The partial function version it a little less encumbered by syntax, and I've found myself using those wherever possible.

There are two other bits of function coolness going on here as well.  The first is the pipeline operator, |>, which works just like a pipeline from the command shell.  Everything to the left gets passed to the right side as a parameter.  I'm also passing a the ldoc.Add function from the Lucene library as a first class function to the built in List.iter function.  List.iter takes a single argument function and passes each element of the list to it, so the ldoc.Add function works fine there.

That's basically it for converting documents (with the appropriate schema information) to something we can ultimately index. It's interesting that it takes me about 8x as long to write these posts as the code, though.

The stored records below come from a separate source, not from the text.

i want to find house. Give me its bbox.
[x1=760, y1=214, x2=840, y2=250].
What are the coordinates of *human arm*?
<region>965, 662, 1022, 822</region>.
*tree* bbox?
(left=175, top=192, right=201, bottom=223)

As an aside, my buildField function is very much imperative. If I wanted to, I could rewrite it like this:

let buildField2 (schema : IndexSchema) (field : DocField) =
    let getOptions l init =
        let name, value, store, index = init
        match l with
        | h :: t ->
            match h with
            | FieldOption.Stored ->
                (name, value, Documents.Field.Store.YES, index)
            | FieldOption.Compressed ->
                (name, value, Documents.Field.Store.COMPRESS, index)
            | FieldOption.Indexed ->
                (name, value, store, Documents.Field.Index.UN_TOKENIZED)
            | FieldOption.Tokenized ->
                (name, value, store, Documents.Field.Index.TOKENIZED)
            | FieldOption.Type(t) ->
                (name, format t value, store, index)
            // The following aren't relevant here
            | FieldOption.Required | FieldOption.Unique
            | FieldOption.MultiValue -> init
        | [] -> init
 
    let name, value, store, index =
        (
            fst field,
            snd field,
            Documents.Field.Store.NO,
            Documents.Field.Index.TOKENIZED
        )
            |> getOptions (getSchemaField schema (fst field))
 
    let lfield = new Documents.Field(name, value, store, index)
    lfield

I find that ugly. Given that the imperative bits are well encapsulated in a function, I'm sticking with the first version for now... although it will probably bother me that I can't come up with a pretty, functional way of doing that.

The source code to this point is available on Google Code.  It's revision 2 in the Subversion repository, and there's also a zipped up snapshot.